I’d hope this is much better now given things like Wayland and the increased use of parallelism.


Linux used to do that out of the box. But there was a series of "quasi-real time has too much maintenance costs", "quasi-real time isn't even real enough for the real gains", and "our computers are fast now, we don't have to trade so much throughput for latency" decisions that were all very sensible but let us here.



That's not up to kernel. Most of the slug is from the UI itself doing I/O (UI there is a wooly stuff almost nobody understands completely anyways).


> and the DV transfer didn't drop a packet

Considering how FireWire worked in comparison to USB that's not particularly surprising. The host machine was more or less out of the way while the FW interfaces did their thing instead of requiring constant hand-holding.

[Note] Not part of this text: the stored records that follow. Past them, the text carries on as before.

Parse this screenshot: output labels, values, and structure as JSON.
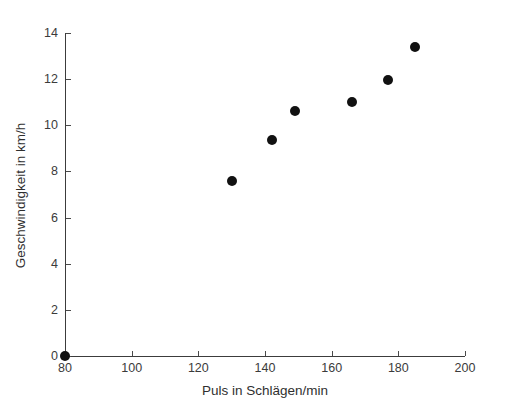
{
  "chart_data": {
    "type": "scatter",
    "title": "",
    "xlabel": "Puls in Schlägen/min",
    "ylabel": "Geschwindigkeit in km/h",
    "xlim": [
      80,
      200
    ],
    "ylim": [
      0,
      14
    ],
    "xticks": [
      80,
      100,
      120,
      140,
      160,
      180,
      200
    ],
    "yticks": [
      0,
      2,
      4,
      6,
      8,
      10,
      12,
      14
    ],
    "xtick_labels": [
      "80",
      "100",
      "120",
      "140",
      "160",
      "180",
      "200"
    ],
    "ytick_labels": [
      "0",
      "2",
      "4",
      "6",
      "8",
      "10",
      "12",
      "14"
    ],
    "grid": false,
    "legend": null,
    "marker": {
      "shape": "circle",
      "color": "#111111",
      "size_px": 10
    },
    "series": [
      {
        "name": "Messpunkte",
        "x": [
          80,
          130,
          142,
          149,
          166,
          177,
          185
        ],
        "y": [
          0,
          7.6,
          9.35,
          10.6,
          11.0,
          11.95,
          13.4
        ]
      }
    ]
  },
  "axes": {
    "x_title": "Puls in Schlägen/min",
    "y_title": "Geschwindigkeit in km/h",
    "axis_color": "#3c3c3c"
  }
}
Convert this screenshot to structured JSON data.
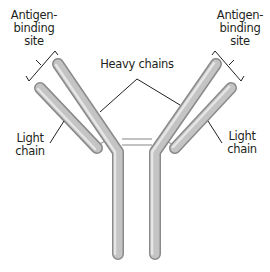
{
  "diagram": {
    "type": "antibody-structure",
    "labels": {
      "antigen_binding_left": [
        "Antigen-",
        "binding",
        "site"
      ],
      "antigen_binding_right": [
        "Antigen-",
        "binding",
        "site"
      ],
      "heavy_chains": "Heavy chains",
      "light_chain_left": [
        "Light",
        "chain"
      ],
      "light_chain_right": [
        "Light",
        "chain"
      ]
    },
    "colors": {
      "chain_fill": "#b8b8b8",
      "chain_highlight": "#e2e2e2",
      "chain_shadow": "#8c8c8c",
      "leader_line": "#231f20",
      "text": "#231f20",
      "background": "#ffffff"
    }
  }
}
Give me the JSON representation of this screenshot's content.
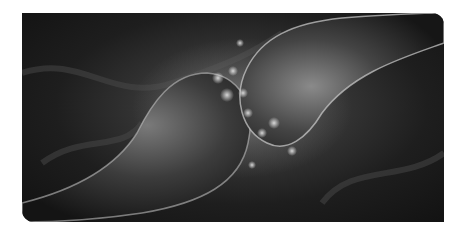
{
  "image": {
    "subject": "3D rendering of two neuron synaptic terminals with neurotransmitter particles between them",
    "palette": {
      "background": "#ffffff",
      "dark": "#111111",
      "mid": "#3a3a3a",
      "highlight": "#d8d8d8"
    }
  }
}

Kind of: it used DMA, but the buffer size wasn’t infinite. At the time, Windows 9x and Mac OS would lose data if you ran anything demanding. Windows NT and Linux might, depending on drivers and the exact nature of the other process’ activity.


> but the worst-latency latency was much better than Windows 10 or MacOS on the latest hardware

Citation needed. Do you have any numbers on that?

I'm skeptical that BeOS has better latency than modern OSes on modern hardware.